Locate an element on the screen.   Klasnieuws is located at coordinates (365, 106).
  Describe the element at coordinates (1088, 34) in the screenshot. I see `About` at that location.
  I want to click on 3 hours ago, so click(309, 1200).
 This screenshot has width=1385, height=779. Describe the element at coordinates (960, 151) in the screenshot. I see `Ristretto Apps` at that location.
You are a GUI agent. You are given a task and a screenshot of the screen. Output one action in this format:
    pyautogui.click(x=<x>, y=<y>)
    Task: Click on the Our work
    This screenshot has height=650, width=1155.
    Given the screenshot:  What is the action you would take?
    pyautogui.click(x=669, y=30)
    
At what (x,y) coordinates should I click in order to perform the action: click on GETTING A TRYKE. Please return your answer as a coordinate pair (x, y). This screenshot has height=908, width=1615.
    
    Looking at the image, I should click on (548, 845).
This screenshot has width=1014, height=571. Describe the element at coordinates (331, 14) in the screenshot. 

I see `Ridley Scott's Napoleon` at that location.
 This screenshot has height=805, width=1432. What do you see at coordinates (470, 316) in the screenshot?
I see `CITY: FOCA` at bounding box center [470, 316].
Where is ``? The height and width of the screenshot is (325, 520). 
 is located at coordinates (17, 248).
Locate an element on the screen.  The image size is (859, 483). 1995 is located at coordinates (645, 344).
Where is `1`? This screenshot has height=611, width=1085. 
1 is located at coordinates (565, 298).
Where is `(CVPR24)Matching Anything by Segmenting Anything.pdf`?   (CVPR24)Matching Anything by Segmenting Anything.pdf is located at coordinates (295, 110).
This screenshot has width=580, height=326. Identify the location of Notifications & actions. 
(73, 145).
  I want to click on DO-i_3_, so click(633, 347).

--------------------------------

Task to complete :: Please repeat the complete material exactly, with nothing omitted.

Result below ::
Locate an element on the screen.   Klasnieuws is located at coordinates (365, 106).
  Describe the element at coordinates (1088, 34) in the screenshot. I see `About` at that location.
  I want to click on 3 hours ago, so click(309, 1200).
 This screenshot has width=1385, height=779. Describe the element at coordinates (960, 151) in the screenshot. I see `Ristretto Apps` at that location.
You are a GUI agent. You are given a task and a screenshot of the screen. Output one action in this format:
    pyautogui.click(x=<x>, y=<y>)
    Task: Click on the Our work
    This screenshot has height=650, width=1155.
    Given the screenshot:  What is the action you would take?
    pyautogui.click(x=669, y=30)
    
At what (x,y) coordinates should I click in order to perform the action: click on GETTING A TRYKE. Please return your answer as a coordinate pair (x, y). This screenshot has height=908, width=1615.
    
    Looking at the image, I should click on (548, 845).
This screenshot has width=1014, height=571. Describe the element at coordinates (331, 14) in the screenshot. 

I see `Ridley Scott's Napoleon` at that location.
 This screenshot has height=805, width=1432. What do you see at coordinates (470, 316) in the screenshot?
I see `CITY: FOCA` at bounding box center [470, 316].
Where is ``? The height and width of the screenshot is (325, 520). 
 is located at coordinates (17, 248).
Locate an element on the screen.  The image size is (859, 483). 1995 is located at coordinates (645, 344).
Where is `1`? This screenshot has height=611, width=1085. 
1 is located at coordinates (565, 298).
Where is `(CVPR24)Matching Anything by Segmenting Anything.pdf`?   (CVPR24)Matching Anything by Segmenting Anything.pdf is located at coordinates (295, 110).
This screenshot has width=580, height=326. Identify the location of Notifications & actions. 
(73, 145).
  I want to click on DO-i_3_, so click(633, 347).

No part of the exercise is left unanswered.